Team communication (Natalie Nagele)
Natalie runs Wildbit as a product-agnostic business, putting her team’s well-being as a top priority.
- Take radical focus on uninterrupted work.
- Reserve Slack only for personal updates and conversations that need not to be recovered/revisited.
- Take meetings for fast decisions.
- As a founder, take regular one-on-one’s to monitor ongoing problems.
Business operations manual (Josh Kaufman)
Josh is the super-famous author of Personal MBA and two more books.
- We need to account to situations when we unexpectedly cease operations (get sick or die), delegate, sell, etc.
- Write down all information about your business, rules, procedures, and everything else in a single document. What is your contact info and tax ID? What software do you use? How do you onboard new clients? How do you run payroll? How do you hire new people?
- Make sure it’s safe, and share it with your emergency contact.
- As you write everything down, you’ll line everything up as a system, and also notice obvious flaws or inconsistencies.
Bringing up your own sales rep (Ian Landsman)
Ian runs HelpSpot, well-establshed help-desk software.
- Bringing up your own sales rep (from support) is much better than hiring someone from the street.
- It helps people leverage their skills and advance in their career.
- Support-driven sales reps have excellent tech prep and understanding of the business.
Managing a portfolio of web apps (JD Graffam)
JD runs two agencies (a design agency and a development agency) who work on a large number of acquired web applications. Very inspiring model!
- Acquisition can be a growth strategy as you sum up recurring revenue of several SaaS businesses.
- Don’t focus on growth.
- Treat each SaaS as a separate business entity.

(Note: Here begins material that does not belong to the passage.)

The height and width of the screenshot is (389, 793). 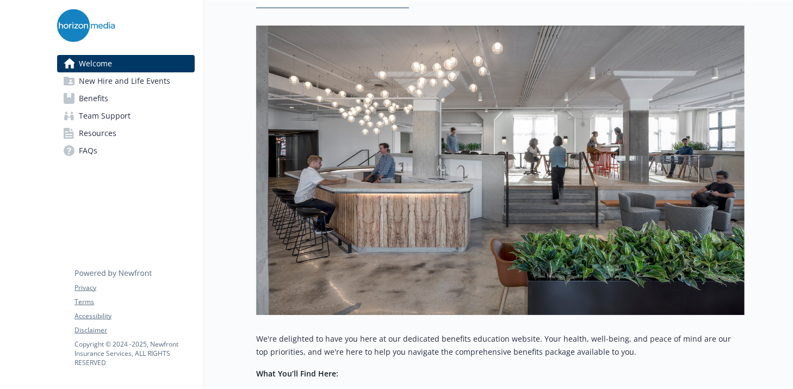 I want to click on p: We're delighted to have you here at our dedicated benefits education website. Your health, well-b..., so click(x=500, y=345).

- SaaS acquisition can be a routine, predictable activity.
Retaining customers (Richard Felix)
Richard runs Stunning and Retained, both focused on preventing user churn in SaaS companies.
- Track three important factors of customer success: valuable actions, valuable features, value received.
- If customer doesn’t perform enough valuable actions, use enough valuable features, or receive more value than they pay, they’re very likely to churn.
- You can try and retain them by sending personalized email campaigns.
Successful business practices (Patrick McKenzie)
If you don’t know Patrick, go and read all his stuff immediately. Now he works on Starfigher, a recruiting/game platform for developers. Patrick gave an amazing talk, but it was so inspiring that I nodded in admiration and forgot to take notes.
- Split the form from the content (use Markdown and streamline your content production).
- Make an archive page for your email campaigns — now!
- Leverage your strong skills.
- Do things that you enjoy. Do things that are valuable to you. Life’s too short.
Optimizing navigation in web apps (Jane Portman)
So yes, I was the last speaker on the lineup. Here are the points I hammered — inspired by my book, The UI Audit.
- Navigation can cause massive increase in support volume (if done wrong). Do it right, and you get all the benefits.
- Approach navigation with product strategy in mind (audience, goals, tasks, objects).
- Focus navigation around objects, not actions. Your key task is to train the user where their key things live, and then they’ll be able to do everything from there.
- Promote what you want by placing it into the first level of navigation.
- Don’t rely on icons.
- Don’t rely on your dashboard.
Afterword
One could think that after attending conferences for a while (and actively consulting for SaaS companies) you kind of already know “everything” — if one ever dares to say so. But every time you go to another conference, your own circumstances and opinions change so much! A fresh spin on a good old topic might become a true revelation.
And of course, BaconBiz organizers did their best to curate most actionable, concise talks for us. Thanks Amy, Alex, Thomas, and the team.
Plus, face-to-face communication with your friends is invaluable. No explanation needed. If you ever think that it’s too expensive… Then think of someone like myself why flies in all the way from Russia, and book your next conference now!